JPMorgan Chase is eliminating landline voicemail for some of its employees to cut expenses and boost the bottom line, according to Wall Street Journal article.
Gordon Smith, chief executive of J.P. Morgan’s consumer and community banking unit, reportedly said at a financial conference that the $10-per-month service per person has become obsolete for many within his unit.
“We realized that hardly anyone uses voicemail anymore … we’re all carrying something in our pockets that’s going to get texts or e-mail or a phone call,” Smith said.
The measure is part of the bank’s overall plan to cut the consumer and community unit’s expenses by $2 billion by 2017, the details of which Smith laid out at an investor conference in February.

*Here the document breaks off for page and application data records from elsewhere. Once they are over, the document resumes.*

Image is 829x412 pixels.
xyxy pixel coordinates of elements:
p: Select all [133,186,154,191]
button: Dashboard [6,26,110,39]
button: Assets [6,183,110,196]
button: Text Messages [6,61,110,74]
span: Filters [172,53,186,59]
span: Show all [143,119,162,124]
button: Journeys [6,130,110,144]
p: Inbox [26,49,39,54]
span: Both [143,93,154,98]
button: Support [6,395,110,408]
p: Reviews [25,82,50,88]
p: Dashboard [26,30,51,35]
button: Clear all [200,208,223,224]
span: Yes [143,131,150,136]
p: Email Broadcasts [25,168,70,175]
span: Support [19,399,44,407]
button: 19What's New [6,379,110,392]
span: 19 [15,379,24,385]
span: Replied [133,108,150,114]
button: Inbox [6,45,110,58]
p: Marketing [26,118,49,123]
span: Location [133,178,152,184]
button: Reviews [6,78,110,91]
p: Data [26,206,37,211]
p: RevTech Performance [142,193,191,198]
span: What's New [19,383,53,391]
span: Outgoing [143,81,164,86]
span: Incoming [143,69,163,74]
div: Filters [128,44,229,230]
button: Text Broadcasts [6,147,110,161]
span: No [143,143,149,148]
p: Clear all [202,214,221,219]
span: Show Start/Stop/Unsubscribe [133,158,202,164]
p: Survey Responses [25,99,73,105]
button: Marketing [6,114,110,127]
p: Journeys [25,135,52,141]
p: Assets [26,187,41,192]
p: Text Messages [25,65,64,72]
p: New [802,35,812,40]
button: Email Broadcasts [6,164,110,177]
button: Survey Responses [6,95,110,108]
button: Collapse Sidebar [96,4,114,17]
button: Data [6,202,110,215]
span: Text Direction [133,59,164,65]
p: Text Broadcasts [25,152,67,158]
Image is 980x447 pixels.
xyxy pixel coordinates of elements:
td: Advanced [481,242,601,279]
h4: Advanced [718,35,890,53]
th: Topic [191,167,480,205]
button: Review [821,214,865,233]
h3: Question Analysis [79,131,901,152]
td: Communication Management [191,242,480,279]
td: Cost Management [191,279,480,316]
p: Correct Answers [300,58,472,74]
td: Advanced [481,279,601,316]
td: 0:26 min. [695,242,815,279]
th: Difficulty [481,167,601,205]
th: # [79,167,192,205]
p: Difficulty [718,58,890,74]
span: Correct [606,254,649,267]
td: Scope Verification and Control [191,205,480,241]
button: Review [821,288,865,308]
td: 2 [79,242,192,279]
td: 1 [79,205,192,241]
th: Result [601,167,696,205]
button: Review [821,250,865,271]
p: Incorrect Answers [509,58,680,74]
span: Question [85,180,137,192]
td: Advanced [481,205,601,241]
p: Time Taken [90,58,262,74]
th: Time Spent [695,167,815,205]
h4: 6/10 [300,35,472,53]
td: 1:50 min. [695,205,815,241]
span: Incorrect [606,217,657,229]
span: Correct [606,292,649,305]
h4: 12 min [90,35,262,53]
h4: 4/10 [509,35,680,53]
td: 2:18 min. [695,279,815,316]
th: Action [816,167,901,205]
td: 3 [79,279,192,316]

At Tuesday’s conference, Smith said his unit is still on track to meet the overall expense reductions.
“We’ve laid out pretty good plans around branch automation, what we’re doing with digital and mobile … the mortgage servicing space,” he reportedly said. “The vast majority of [the expense savings] are just where we want them to be.”
In December 2014, Coca-Cola gave workers at its Atlanta headquarters the option to shut off voicemail on their office phones. Only 6% elected to keep voicemail.
Services such as Vonage have seen a big drop in voicemail retrieval the past three years.
A JPMorgan spokeswoman told the WSJ that the processing of cutting voicemail within the roughly 135,900-person consumer and community banking unit continues each month based on which businesses need access.
Personalized voicemails are being replaced by a generic message that says the person isn’t available and for the caller to please try back at another time.